This wonderful old piece of architecture is only used once a year by the Camellia Garden Club of Clayton. A very beautiful candlelight Every Light of Prayer service to honor the veterans of all our wars is held then. As in the days of old, no electricity, just beautiful candlelight and and period decorations.
I have been influenced by small country churches in Alabama. I got saved in one at the age of 9 up around Russellville and married in one that my father-in-law preaches at in Selfville. While I enjoy praise and worship music, there is nothing quite like singing an old fashioned hymn in a small country church.
A group called the Coopers Cousins has formed to save the beautiful old Chestnut Creek Baptist Church building.
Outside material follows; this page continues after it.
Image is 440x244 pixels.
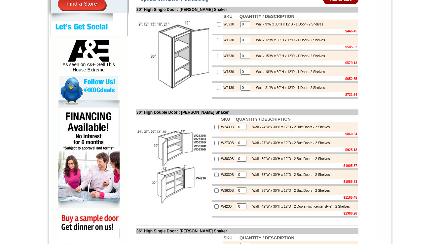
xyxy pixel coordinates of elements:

This church is located on a hill between Clanton and Verbena just off Hwy 31.
Send me more information about the church and how to join/contribute to the group and I’ll include the info on AP and in the newsletter. Good luck!
No, but a school like this! 1st grade to 8th grade was taught . I only went to the 7th grade there. Learned a lot! At first I thought it was a joke! but when I left I missed it. God was working!
Yes, I did go to a small church like this as a child. It was called Four Square Church. I think it only held about ten to fifteen people.
What was the reason for the two separate doors (one for men one for women)? This was all part of the Yankee (Federal Government) Reconstruction Program after the War Between The States (aka-The Civil War). They thought that men were better than women. When prior to the war, most Southerners thought highly of women and placed them on a pedestal. Just a part of the indoctrination that was used.
Sad to see that 15 years later what there ideas have lead too.
I would like to know the name of the woman who sang LEANING ON THE EVERLASTING ARMS so beautifully, please.